News (Media Awareness Project) - US WV: Editorial: WVA Is Facing Tough Choices About Prisons |
Title: | US WV: Editorial: WVA Is Facing Tough Choices About Prisons |
Published On: | 2002-09-30 |
Source: | Herald-Dispatch, The (WV) |
Fetched On: | 2008-08-29 14:55:47 |
W.VA. IS FACING TOUGH CHOICES ABOUT PRISONS
State officials cut the ribbon last week on the new $24 million Lakin
Correction Center for Women. The prison is the first in West Virginia
designed exclusively for female inmates.
No one seems to know exactly why, but West Virginia's judges are finding
female offenders coming before them in increasing numbers. Thus, the new
240-bed facility won't lack for guests.
But Wednesday's dedication ceremony was overshadowed by release of a new
report that paints a grim picture of the state's future prison needs. The
study, commissioned by the state Supreme Court, predicts the number of
offenders soon will overwhelm the state's capacity to house them.
As a consequence, the report warns, the state faces a difficult choice. It
can spend millions of dollars to construct more prison cells. It can cut
the prison population by reconsidering the life-without-parole sentences
handed some inmates. Or it can send some prisoners out of state.
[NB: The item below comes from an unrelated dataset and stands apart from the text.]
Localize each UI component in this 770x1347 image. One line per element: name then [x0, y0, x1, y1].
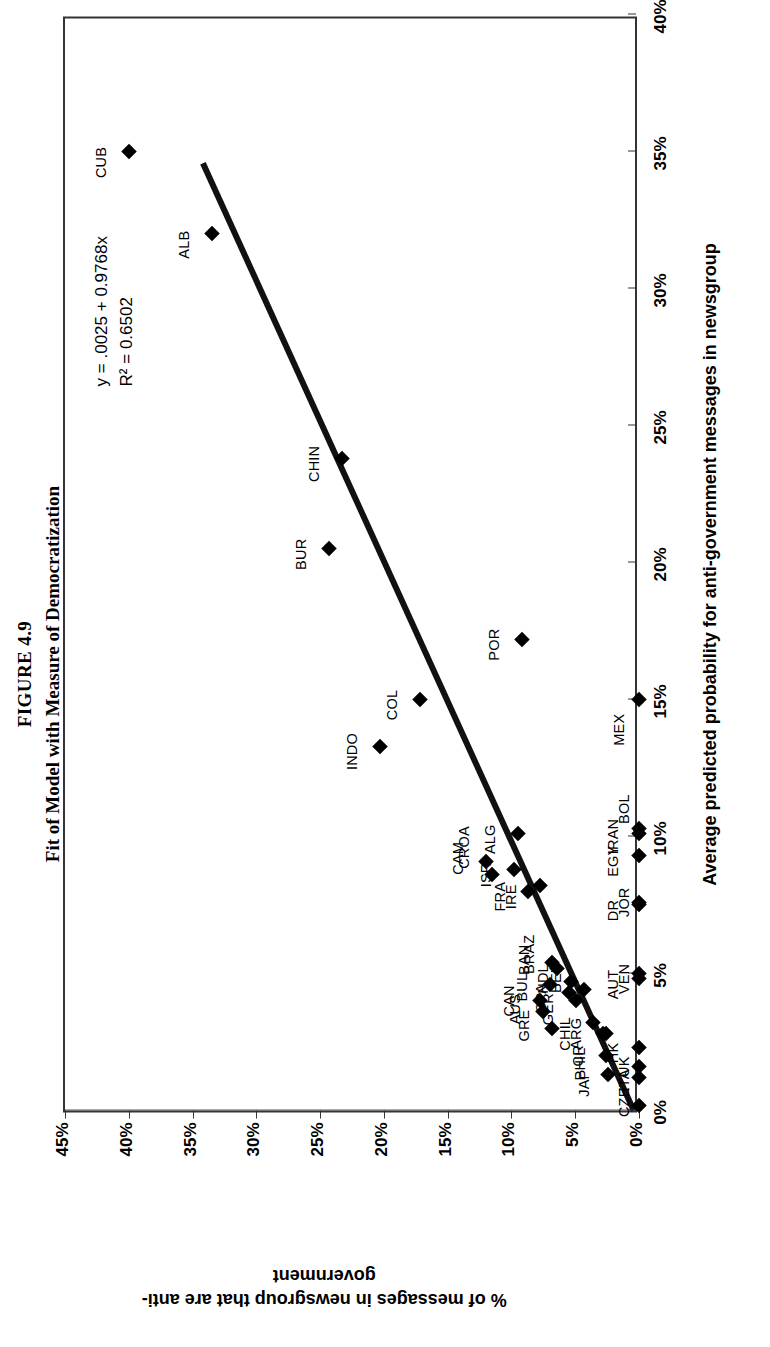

None of
those options is appealing.
As the report notes, a provision in the state Constitution that prohibits
"banishment" could be interpreted as barring the transfer of prisoners out
of state.
The idea of paroling murderers and other violent criminals, even though
they may have spent long stretches behind bars, clearly isn't going to play
well with the public.
That leaves expensive new prison construction as seemingly inevitable.
Those costs might be trimmed if home confinement and other alternative
sentencing measures were more widely used.
One way or another, however, there's no escaping the fact that the rising
tide of prison inmates is going to challenge the state as never before.
State officials cut the ribbon last week on the new $24 million Lakin
Correction Center for Women. The prison is the first in West Virginia
designed exclusively for female inmates.
No one seems to know exactly why, but West Virginia's judges are finding
female offenders coming before them in increasing numbers. Thus, the new
240-bed facility won't lack for guests.
But Wednesday's dedication ceremony was overshadowed by release of a new
report that paints a grim picture of the state's future prison needs. The
study, commissioned by the state Supreme Court, predicts the number of
offenders soon will overwhelm the state's capacity to house them.
As a consequence, the report warns, the state faces a difficult choice. It
can spend millions of dollars to construct more prison cells. It can cut
the prison population by reconsidering the life-without-parole sentences
handed some inmates. Or it can send some prisoners out of state. None of
those options is appealing.
As the report notes, a provision in the state Constitution that prohibits
"banishment" could be interpreted as barring the transfer of prisoners out
of state.
The idea of paroling murderers and other violent criminals, even though
they may have spent long stretches behind bars, clearly isn't going to play
well with the public.
That leaves expensive new prison construction as seemingly inevitable.
Those costs might be trimmed if home confinement and other alternative
sentencing measures were more widely used.
One way or another, however, there's no escaping the fact that the rising
tide of prison inmates is going to challenge the state as never before.